C S Lewis and Univ
22 November 2013 marks the 50th anniversary of the death of one of Univ.’s most famous 20th century alumni, C S Lewis, author of the Narnia books and many works of theology, including The Screwtape Letters.
Although Lewis says little about his time at Univ in his autobiography, Surprised by Joy, there is much interesting information about his undergraduate years in Volume I of his collected letters, edited by Walter Hooper (London, 2000), and also in the diary he kept in 1922–7, edited by Walter Hooper with the title All My Road before Me (London, 1991).
The Lewis scholar Professor Joel Heck has created a detailed chronology of Lewis’s life, which will have more information about Lewis’s Univ years. You can read it at joelheck.com
To commemorate Lewis’s links with this College, we have put up images of some of the documents which relate to his time here.
Lewis came up to Univ in 1917, at the height of the First World War (see Fig. I), but left shortly afterwards to join up. He was badly wounded in France, but returned to Oxford in 1919 to resume his studies. He proved a brilliant student: in 1922, he got a First in Classics, and then decided to stay on for another year and do a second degree, this time in English. In one year, he worked through a syllabus which was expected to take students two years, and then in 1923 got another First.
While at Univ, Lewis was a keen member of the Martlets. In Lewis’s time the Martlets was a literary society, which held several meetings each term to discuss particular authors or books.
Lewis rose to become President of the Martlets, and regularly attended their meetings and their dinners.
Lewis would have liked to have remained at Univ as a Fellow, but there were no openings for him at the time. Instead in 1925, he was elected a Fellow of Magdalen College, where he would spend the next three decades.
Lewis, however, always kept in close touch with his first College. Until the 1940s, all Univ undergraduates reading English went to Magdalen to be tutored by him, and in 1959 he was delighted to be elected an Honorary Fellow of the College (the opening of his letter of thanks is reproduced at Fig. IV).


## The task
The answer must be every line below that contains the string "interactable".

[Data to process]

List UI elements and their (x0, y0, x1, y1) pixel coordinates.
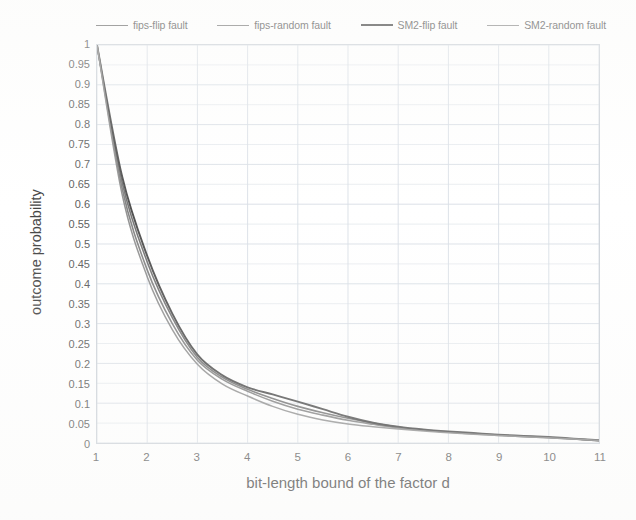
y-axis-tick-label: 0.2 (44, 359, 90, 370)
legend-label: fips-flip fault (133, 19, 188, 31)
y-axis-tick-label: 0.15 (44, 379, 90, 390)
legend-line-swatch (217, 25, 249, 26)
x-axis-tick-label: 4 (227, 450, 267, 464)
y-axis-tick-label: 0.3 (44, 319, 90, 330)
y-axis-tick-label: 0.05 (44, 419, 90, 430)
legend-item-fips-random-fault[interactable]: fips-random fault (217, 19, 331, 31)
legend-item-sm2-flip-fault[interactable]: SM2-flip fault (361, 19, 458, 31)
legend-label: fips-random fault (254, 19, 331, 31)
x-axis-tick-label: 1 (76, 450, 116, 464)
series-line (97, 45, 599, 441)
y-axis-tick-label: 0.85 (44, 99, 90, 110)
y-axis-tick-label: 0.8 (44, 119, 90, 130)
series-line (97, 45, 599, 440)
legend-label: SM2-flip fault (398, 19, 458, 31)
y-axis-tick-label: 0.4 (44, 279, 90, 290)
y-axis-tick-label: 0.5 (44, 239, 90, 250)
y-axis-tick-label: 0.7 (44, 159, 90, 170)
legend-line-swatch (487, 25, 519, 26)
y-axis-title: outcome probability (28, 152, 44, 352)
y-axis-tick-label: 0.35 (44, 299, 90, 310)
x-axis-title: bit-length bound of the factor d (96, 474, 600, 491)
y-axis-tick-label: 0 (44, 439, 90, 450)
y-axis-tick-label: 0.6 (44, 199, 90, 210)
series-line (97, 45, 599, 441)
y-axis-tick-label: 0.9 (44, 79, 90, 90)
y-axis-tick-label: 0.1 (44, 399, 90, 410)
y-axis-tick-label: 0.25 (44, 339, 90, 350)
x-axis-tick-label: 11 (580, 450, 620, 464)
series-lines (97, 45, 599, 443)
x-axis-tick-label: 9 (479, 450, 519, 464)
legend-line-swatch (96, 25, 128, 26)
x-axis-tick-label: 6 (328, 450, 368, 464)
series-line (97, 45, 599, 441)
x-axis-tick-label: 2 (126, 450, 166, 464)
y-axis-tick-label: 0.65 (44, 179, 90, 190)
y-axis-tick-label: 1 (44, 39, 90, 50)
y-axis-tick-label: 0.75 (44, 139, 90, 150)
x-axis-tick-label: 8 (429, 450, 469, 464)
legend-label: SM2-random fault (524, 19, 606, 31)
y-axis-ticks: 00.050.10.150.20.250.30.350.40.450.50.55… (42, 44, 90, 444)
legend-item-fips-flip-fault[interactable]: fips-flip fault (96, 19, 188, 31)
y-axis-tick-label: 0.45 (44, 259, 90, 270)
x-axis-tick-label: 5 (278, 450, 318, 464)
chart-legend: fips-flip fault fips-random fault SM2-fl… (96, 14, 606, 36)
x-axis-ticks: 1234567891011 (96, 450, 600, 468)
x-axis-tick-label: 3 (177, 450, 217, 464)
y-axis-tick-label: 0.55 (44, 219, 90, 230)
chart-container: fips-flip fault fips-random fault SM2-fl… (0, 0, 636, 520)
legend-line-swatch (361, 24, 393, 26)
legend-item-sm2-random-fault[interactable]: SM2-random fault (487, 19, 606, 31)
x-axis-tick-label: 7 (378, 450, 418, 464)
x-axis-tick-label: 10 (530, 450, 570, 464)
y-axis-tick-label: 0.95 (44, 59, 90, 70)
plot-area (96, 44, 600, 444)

[/Data to process]

## Exercise response
legend-item-fips-random-fault[interactable]: fips-random fault (217, 19, 331, 31)
legend-item-sm2-flip-fault[interactable]: SM2-flip fault (361, 19, 458, 31)
legend-item-fips-flip-fault[interactable]: fips-flip fault (96, 19, 188, 31)
legend-item-sm2-random-fault[interactable]: SM2-random fault (487, 19, 606, 31)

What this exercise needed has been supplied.